Obviously, the above standards are not applicable to every project. For layer 2 networks (L2s), wallets, decentralized social media applications, etc., the applicable metrics can vary greatly. Different indicators may also change in priority: two years ago, it was acceptable for Rollup to use a 'training wheel' as it was still in the 'early stages'; And today, we need to reach at least the first stage as soon as possible. Nowadays, the most obvious positive sum indicator is the commitment to donate a certain percentage of tokens, and more and more projects are doing so; In the future, we can also find indicators that clarify other aspects of positivity.

My ideal goal is to see more entities like L2beat emerge to track how well each project is meeting the above standards as well as those proposed by other communities. Projects should not compete to make the right friends, but should strive to maintain consistency as much as possible based on clear and understandable standards. The Ethereum Foundation should maintain a certain distance in this regard: we sponsor L2beat, but we should not become L2beat. Creating the next L2beat itself is a permissionless process.

This will also provide a clearer pathway for the Ethereum Foundation and other organizations (and individuals) who wish to support and participate in the ecosystem while maintaining neutrality to decide which projects to support and use. Every organization and individual can determine which standards they are most concerned about based on their own judgment, and select projects based in part on which projects best meet these standards. This makes it easier for the Ethereum Foundation and everyone else to be a part of the motivation to make the project more consistent.
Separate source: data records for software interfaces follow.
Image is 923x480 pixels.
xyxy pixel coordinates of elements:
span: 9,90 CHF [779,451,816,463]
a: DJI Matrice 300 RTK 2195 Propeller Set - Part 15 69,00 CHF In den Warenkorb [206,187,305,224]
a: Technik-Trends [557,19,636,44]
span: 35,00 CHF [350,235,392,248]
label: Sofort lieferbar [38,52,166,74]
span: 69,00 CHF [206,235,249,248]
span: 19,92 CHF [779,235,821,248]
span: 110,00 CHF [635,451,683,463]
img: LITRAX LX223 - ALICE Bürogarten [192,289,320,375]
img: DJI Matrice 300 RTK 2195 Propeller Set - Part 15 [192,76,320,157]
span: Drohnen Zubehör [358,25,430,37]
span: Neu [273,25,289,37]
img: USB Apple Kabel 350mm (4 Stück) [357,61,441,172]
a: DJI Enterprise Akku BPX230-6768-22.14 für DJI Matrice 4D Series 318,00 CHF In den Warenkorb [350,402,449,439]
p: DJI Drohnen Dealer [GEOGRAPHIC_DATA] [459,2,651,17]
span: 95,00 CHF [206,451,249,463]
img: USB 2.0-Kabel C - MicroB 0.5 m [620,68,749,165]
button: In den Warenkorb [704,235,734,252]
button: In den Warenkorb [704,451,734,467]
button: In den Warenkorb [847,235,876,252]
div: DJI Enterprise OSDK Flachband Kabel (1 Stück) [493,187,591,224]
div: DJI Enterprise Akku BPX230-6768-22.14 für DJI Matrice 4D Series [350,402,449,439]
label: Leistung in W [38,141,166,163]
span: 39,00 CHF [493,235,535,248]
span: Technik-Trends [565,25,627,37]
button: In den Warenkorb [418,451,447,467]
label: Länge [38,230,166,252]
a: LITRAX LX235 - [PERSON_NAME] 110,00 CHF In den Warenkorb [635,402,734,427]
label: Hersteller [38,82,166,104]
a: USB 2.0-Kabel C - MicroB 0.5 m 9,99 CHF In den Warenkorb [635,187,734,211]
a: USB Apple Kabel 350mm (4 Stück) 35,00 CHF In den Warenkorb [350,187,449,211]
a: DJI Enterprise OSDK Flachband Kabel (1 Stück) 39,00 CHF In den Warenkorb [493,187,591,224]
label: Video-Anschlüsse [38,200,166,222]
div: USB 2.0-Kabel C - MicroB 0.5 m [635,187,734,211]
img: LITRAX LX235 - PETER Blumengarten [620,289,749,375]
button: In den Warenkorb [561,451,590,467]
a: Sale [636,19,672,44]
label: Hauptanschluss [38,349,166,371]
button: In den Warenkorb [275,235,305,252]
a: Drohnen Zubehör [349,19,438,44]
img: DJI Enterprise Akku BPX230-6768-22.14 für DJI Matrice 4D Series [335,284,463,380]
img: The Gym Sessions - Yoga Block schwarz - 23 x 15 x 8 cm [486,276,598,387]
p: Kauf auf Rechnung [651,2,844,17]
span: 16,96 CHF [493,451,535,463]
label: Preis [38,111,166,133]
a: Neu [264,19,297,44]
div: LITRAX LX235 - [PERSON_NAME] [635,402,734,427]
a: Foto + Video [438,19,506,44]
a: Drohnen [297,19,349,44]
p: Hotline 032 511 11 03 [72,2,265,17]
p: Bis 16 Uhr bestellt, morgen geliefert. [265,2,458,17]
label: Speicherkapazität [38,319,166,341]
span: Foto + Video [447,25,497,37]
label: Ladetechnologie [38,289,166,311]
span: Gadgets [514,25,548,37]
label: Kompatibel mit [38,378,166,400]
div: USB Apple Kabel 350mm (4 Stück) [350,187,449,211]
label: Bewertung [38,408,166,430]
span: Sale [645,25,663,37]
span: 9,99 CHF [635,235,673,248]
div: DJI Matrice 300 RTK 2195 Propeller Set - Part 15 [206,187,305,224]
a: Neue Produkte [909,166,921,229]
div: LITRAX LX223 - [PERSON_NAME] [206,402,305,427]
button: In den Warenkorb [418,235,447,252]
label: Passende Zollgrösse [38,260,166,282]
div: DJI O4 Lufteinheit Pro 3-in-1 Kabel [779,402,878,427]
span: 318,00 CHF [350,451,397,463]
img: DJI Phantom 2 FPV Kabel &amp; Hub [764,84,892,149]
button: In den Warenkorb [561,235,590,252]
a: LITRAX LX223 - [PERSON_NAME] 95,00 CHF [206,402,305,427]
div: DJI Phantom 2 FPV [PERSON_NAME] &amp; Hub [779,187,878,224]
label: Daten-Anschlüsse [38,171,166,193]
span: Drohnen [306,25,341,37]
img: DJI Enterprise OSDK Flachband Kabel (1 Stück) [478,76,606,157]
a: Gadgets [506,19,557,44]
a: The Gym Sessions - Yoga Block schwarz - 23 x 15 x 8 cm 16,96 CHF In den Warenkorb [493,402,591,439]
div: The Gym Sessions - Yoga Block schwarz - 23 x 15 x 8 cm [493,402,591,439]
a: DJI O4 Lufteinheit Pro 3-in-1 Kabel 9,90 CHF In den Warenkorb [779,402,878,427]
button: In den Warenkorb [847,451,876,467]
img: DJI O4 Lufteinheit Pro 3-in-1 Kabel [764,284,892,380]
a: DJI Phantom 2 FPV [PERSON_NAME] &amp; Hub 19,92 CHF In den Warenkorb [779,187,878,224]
Only with a clear definition of 'achievement' can elite management be achieved; Otherwise, you will have a (possibly exclusive and zero sum) social game. The best solution to the concern about 'who will supervise the supervisors' is not to pin all hope on an attempt to ensure that all influential people are angels, but through proven techniques such as decentralization. Dashboard organizations like L2beat, memory block browsers, and other ecosystem monitors are excellent examples of how this principle works in today's Ethereum ecosystem. If we can do more to make the different aspects of consistency clearer, without focusing on a single 'supervisor', we can make this concept more effective, fair, and inclusive, just as the Ethereum ecosystem pursues.